Candice López
This neighborhood has been our home and place of work for thirty years. It’s been fascinating to watch this community grow as we grew our careers and family. There is an edge, an energy to the East Village that made us stop and take notice. Here we’ve been able to craft the life we imagined.
Our early years downtown included daily visits to the Farmer’s Market in the Western Metal Supply building. It was easy to buy fresh fruit and sit down to a really affordable, delicious meal with authentic Mexican or Italian food. When we decided to get married, Valentina’s the florist in the market put together all the flowers. We are passionate about travel and living downtown, we connected to inventive thinkers and doers from different countries and walks of life. We regularly heard and danced to incredible live music, shopped local and invited friends to come discover all the great mom and pops like the Victor’s, Amelias or the Sun Cafe that dotted the neighborhood.

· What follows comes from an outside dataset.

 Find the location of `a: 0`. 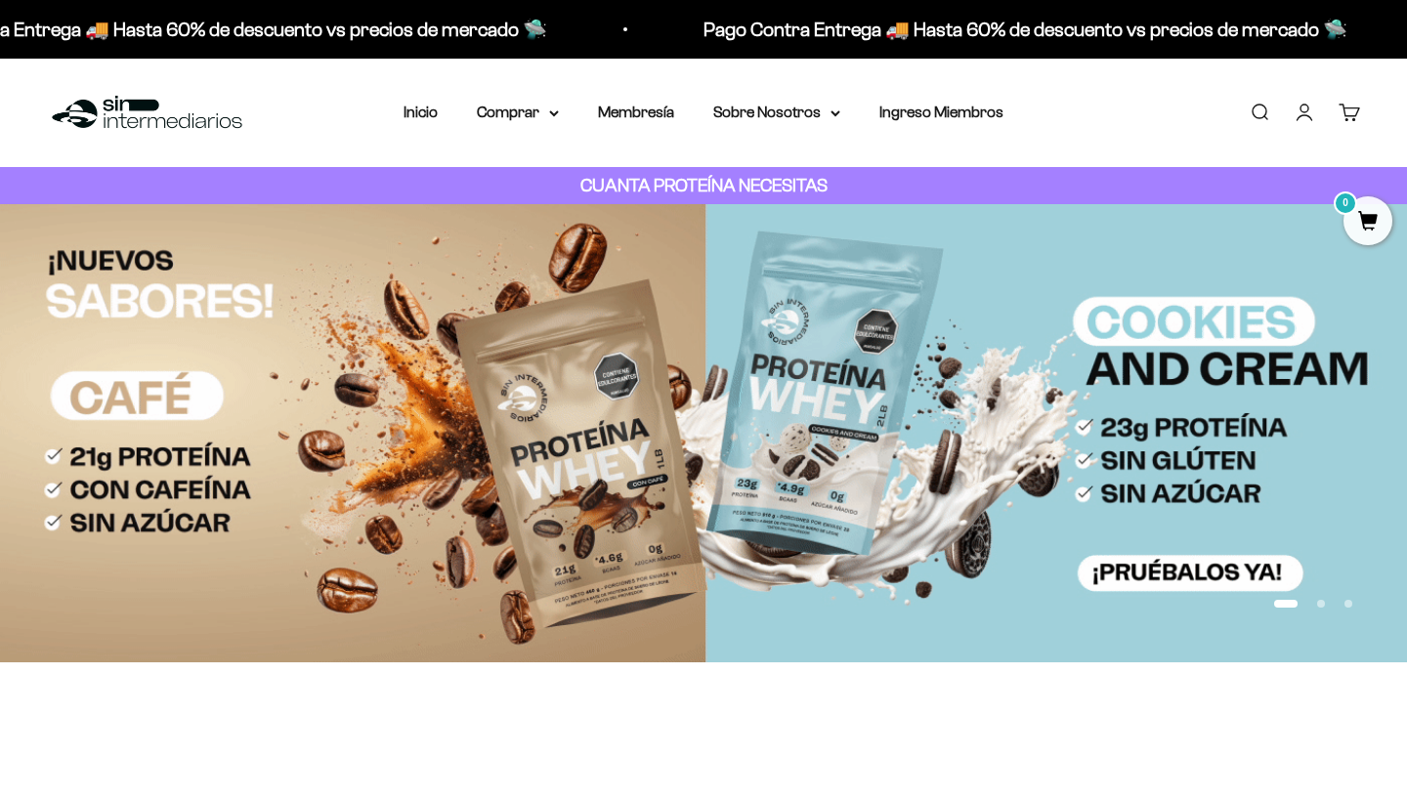

a: 0 is located at coordinates (1368, 223).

We rented the top floor of the Simon Levi building and Rafa’s studio looked out to the bay right beside what is now Petco Park. At dinner we watched huge cargo ships bringing bananas to San Diego and navy ships headed to dry dock for repairs. There Rafael began to really establish his style and I began teaching graphic design at San Diego City College where I’ve been lucky to work with diverse students for more than thirty years. I walked to work and never had to deal with parking issues. along the route pick up groceries, get dry cleaning done and always run into friends and students.

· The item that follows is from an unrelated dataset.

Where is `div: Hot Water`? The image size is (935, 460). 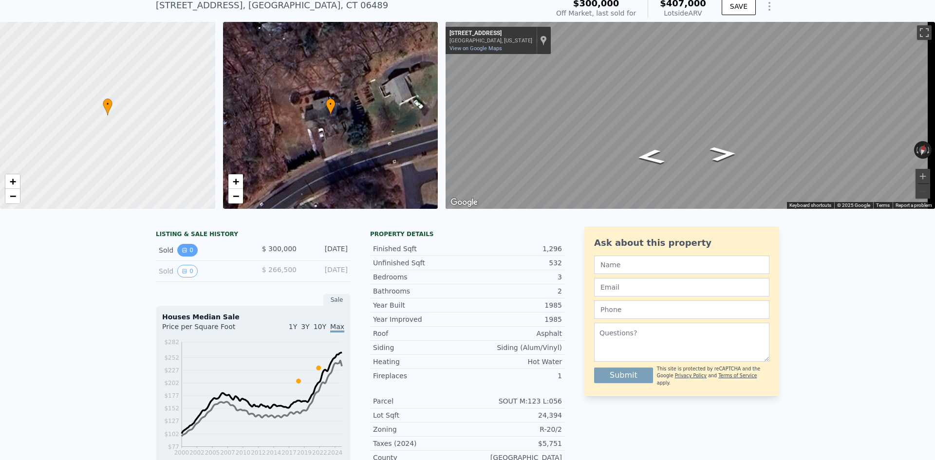 div: Hot Water is located at coordinates (515, 362).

We decided to stay and bought our own loft at the Tenth Avenue Car Garage. Next door was Beth Kennedy was my acupuncturist, friend and Wayne Buss, an architect who really believed in the East Village. They moved to the ReinCarnation project and when they sold it Beth contacted me and donated all their beautiful cacti to San Diego City College. Whenever I pass the cactus garden on campus and see them growing taller each year I think about those days. In 1998 Rafael and I put together the Urban Art Trail project. I organized the project with Jerry Selby at the Centre City Development Corp. to paint electrical boxes, sidewalk poetry and create several large scale murals. We believed and still do that neighborhood art brings diverse people together to create community. During that time our loft became a warehouse for art supplies we purchased with donations to keep it going. The idea spread to other San Diego neighborhoods and cities around the country. In 2016 Rafael was asked to illustrate Maybe Something Beautiful about the Urban Art Trail and the award winning book became a bestseller encouraging other communities to use the same model. I’m a design fellow with the American Institute of Graphic Arts and with colleagues in the San Diego chapter we did other community projects. With local artists and designers we created hundreds of artful benches in a project called Benchmark that were displayed on the streets downtown then auctioned for charity. Tweet Street is an art inspired urban bird park on Cortez Hill with colorful nesting boxes for birds. We are grateful to be part of the East Village.
Photos and text provided by Candice López and Rafael López.